She reads and dreams. Night is coming to a close. Already a pallid light pierces the curtains: it is morning. The servants have begun their work. She must finish her own. Has she caught the sound of voices? No; all around her is silence, still....
Yes, all around is silence, for the snow deadens the tramp of feet. They are coming; they halt outside. Blows fall heavily on the door.
She has not time to hide the letters, to close the escritoire. All she can do she does; she takes the papers in armfuls and throws them underneath the sofa, the valance of which touches the floor; a few letters are scattered on the carpet; she pushes them under with her foot, seizes a book, and flings herself into a chair.
The president of the district enters, followed by a dozen of his pikemen. He is an elderly chair-caner named Brochet, who shivers with ague, and whose bloodshot eyes roam in an unspeakably loathsome fashion.

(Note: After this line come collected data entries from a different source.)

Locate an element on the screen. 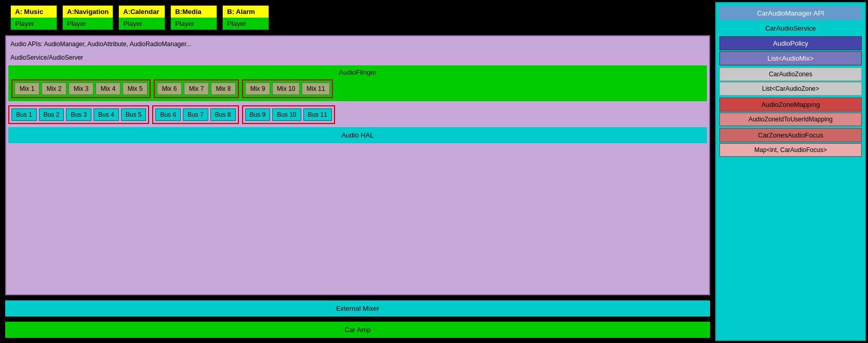 The height and width of the screenshot is (343, 868). mix-6: Mix 6 is located at coordinates (169, 89).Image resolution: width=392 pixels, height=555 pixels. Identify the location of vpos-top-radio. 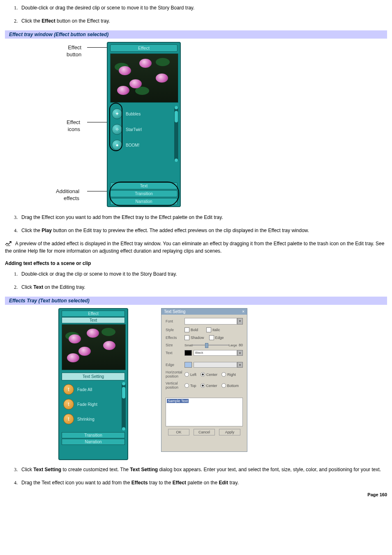
(187, 385).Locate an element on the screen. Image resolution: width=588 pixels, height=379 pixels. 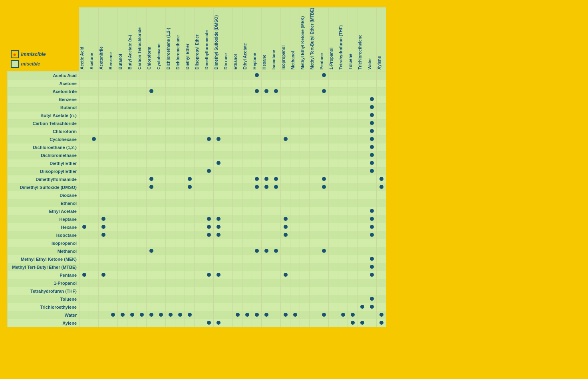
miscible-box is located at coordinates (15, 64).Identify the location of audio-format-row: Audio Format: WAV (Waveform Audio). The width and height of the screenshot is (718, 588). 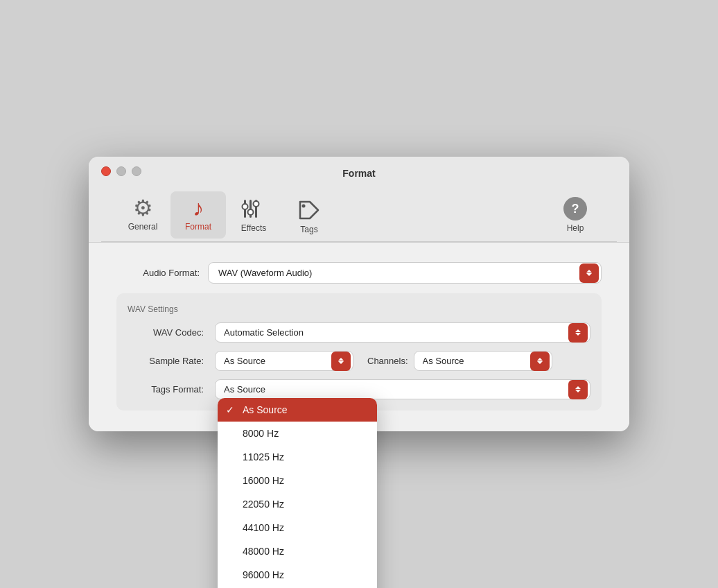
(359, 273).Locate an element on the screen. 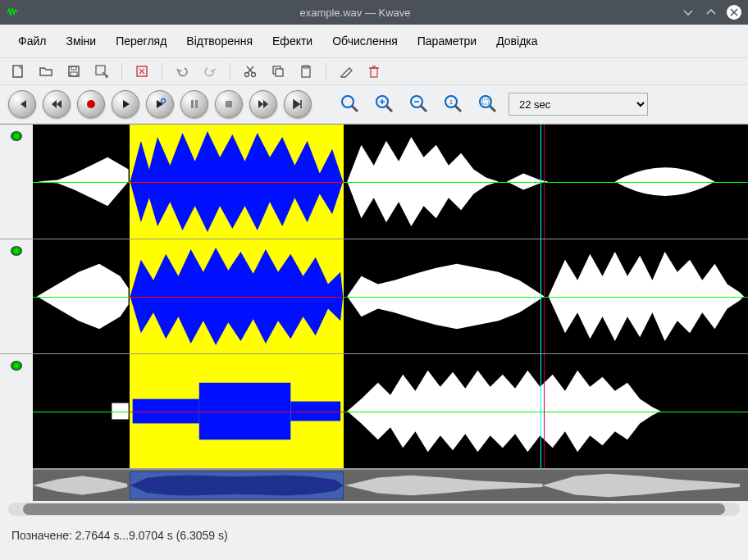 The height and width of the screenshot is (560, 748). stop-button is located at coordinates (229, 104).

He makes a sign to his men to keep guard over the approaches, and then turning to Julie, announces—
“We have just received information, citizeness, that you are in correspondence with the agents of Pitt, and with émigrés and conspirators in the prisons. In the name of the law, I am here to take possession of your papers. It is now some time since you were pointed out to me as an aristocrat of the most dangerous type. Citizen Rapoix, whom you see before you” (here he indicated one of his followers), “has confessed that in the severe winter of 1789, you gave him both money and clothes with a view to corrupting him. Magistrates of a timid tendency and wanting in patriotism have shown you leniency over long. But I am master now, in my turn, and you shall not escape the guillotine. Deliver up your papers, citizeness!”
“Take them yourself,” said Julie; “my escritoire is unlocked.”

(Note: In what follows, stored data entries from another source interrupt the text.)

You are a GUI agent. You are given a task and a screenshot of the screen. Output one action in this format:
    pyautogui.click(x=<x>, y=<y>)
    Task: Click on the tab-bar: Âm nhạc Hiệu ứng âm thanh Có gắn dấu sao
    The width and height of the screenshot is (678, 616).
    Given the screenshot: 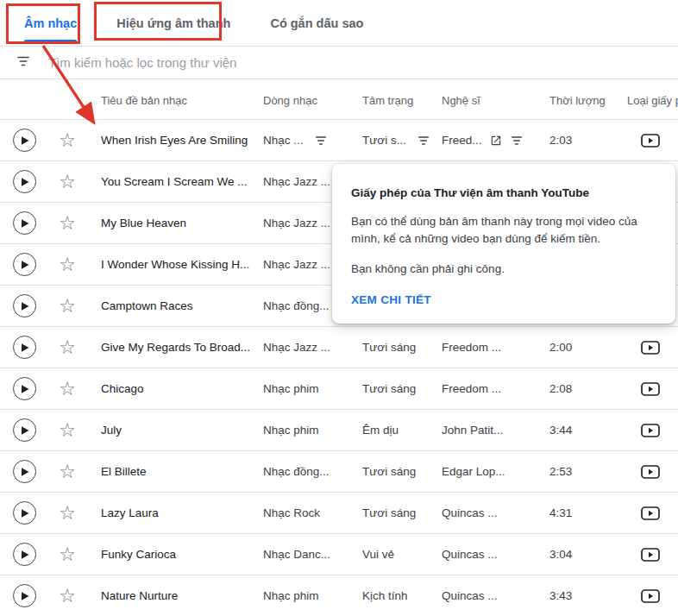 What is the action you would take?
    pyautogui.click(x=339, y=23)
    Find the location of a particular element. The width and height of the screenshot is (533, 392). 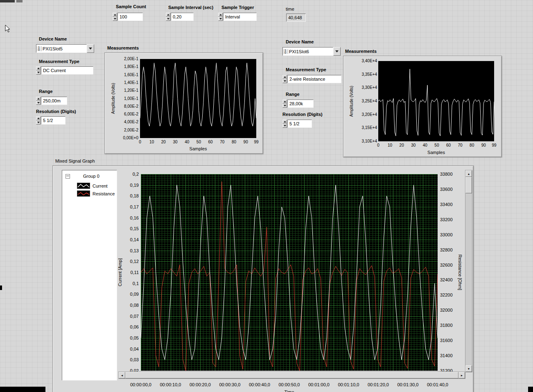

legend-item-resistance: Resistance is located at coordinates (96, 193).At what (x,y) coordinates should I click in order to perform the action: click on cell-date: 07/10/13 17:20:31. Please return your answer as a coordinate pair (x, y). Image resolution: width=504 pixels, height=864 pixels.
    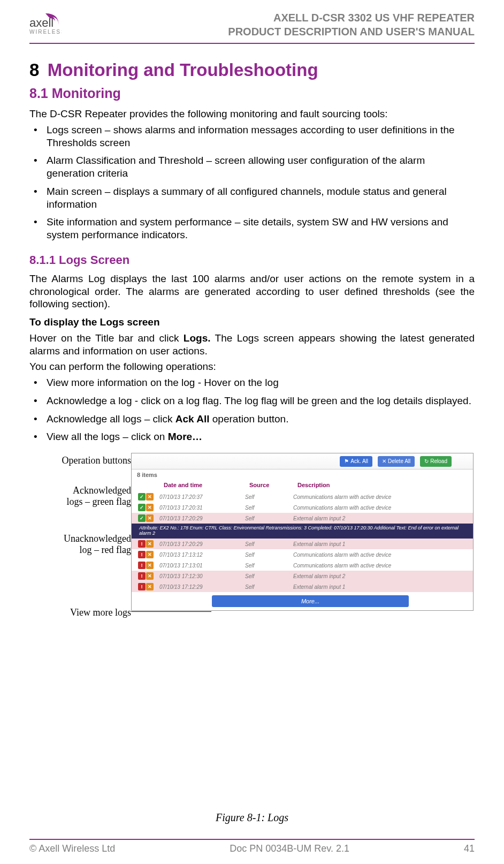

There still remained in the drawers certain certificates of births, marriages, and deaths, tradesmen’s bills, and title-deeds, which one by one Brochet examined. He fumbled with them, and laid them aside with the suspicious air of a man who reads but poorly, and from time to time exclaimed: “Scandalous! The name of the so-called king is not effaced. Scandalous, scandalous, I call it!”

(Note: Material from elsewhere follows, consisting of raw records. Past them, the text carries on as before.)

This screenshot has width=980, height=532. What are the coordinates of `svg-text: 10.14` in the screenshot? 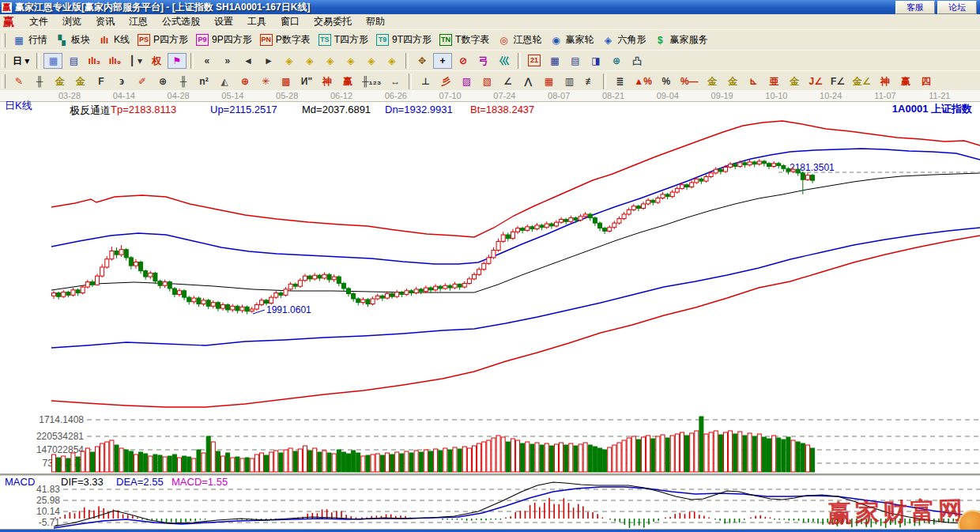 It's located at (48, 511).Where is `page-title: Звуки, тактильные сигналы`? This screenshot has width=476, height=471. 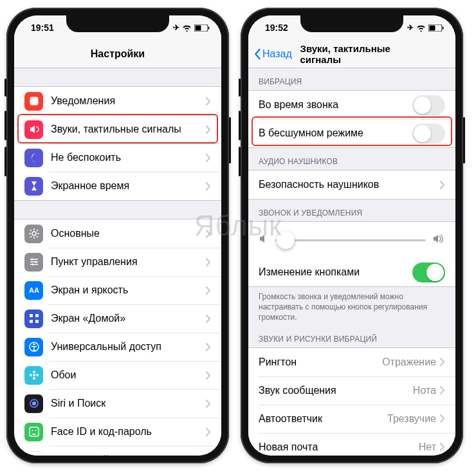
page-title: Звуки, тактильные сигналы is located at coordinates (352, 54).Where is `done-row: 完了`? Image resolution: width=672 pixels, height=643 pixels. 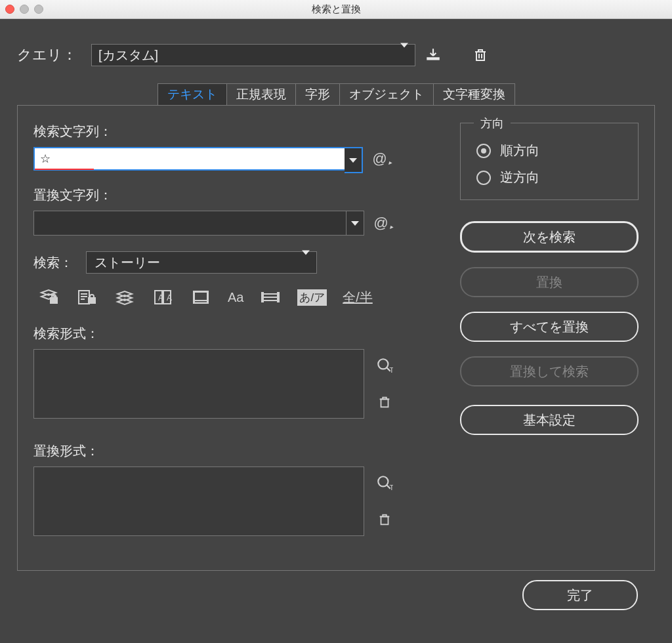
done-row: 完了 is located at coordinates (336, 591).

From his manner Julie concludes that his visit will be lengthy and scrupulous. She cannot resist taking a furtive glance at the side of the sofa, and she sees at once the corner of a letter peeping out from under the valance like the white ear of a cat. At this sight her agony vanishes suddenly. The certainty that she is lost brings back to her a quiet assurance, and her face takes on a calm indistinguishable from an expression of complete security. She has no doubt that the men will observe this scrap of paper so patent to her own eyes. Its whiteness on the red carpet positively screams at her. But she cannot guess whether they will discover it at once or whether some time must first elapse. This doubt occupies and distracts her mind. At this tragic moment she indulges in a sort of joke with herself as she watches the patriots moving further away from or nearer to the sofa.
Brochet, who has finished with the papers in the escritoire, becomes impatient, and declares that he will certainly find what he has come in search of.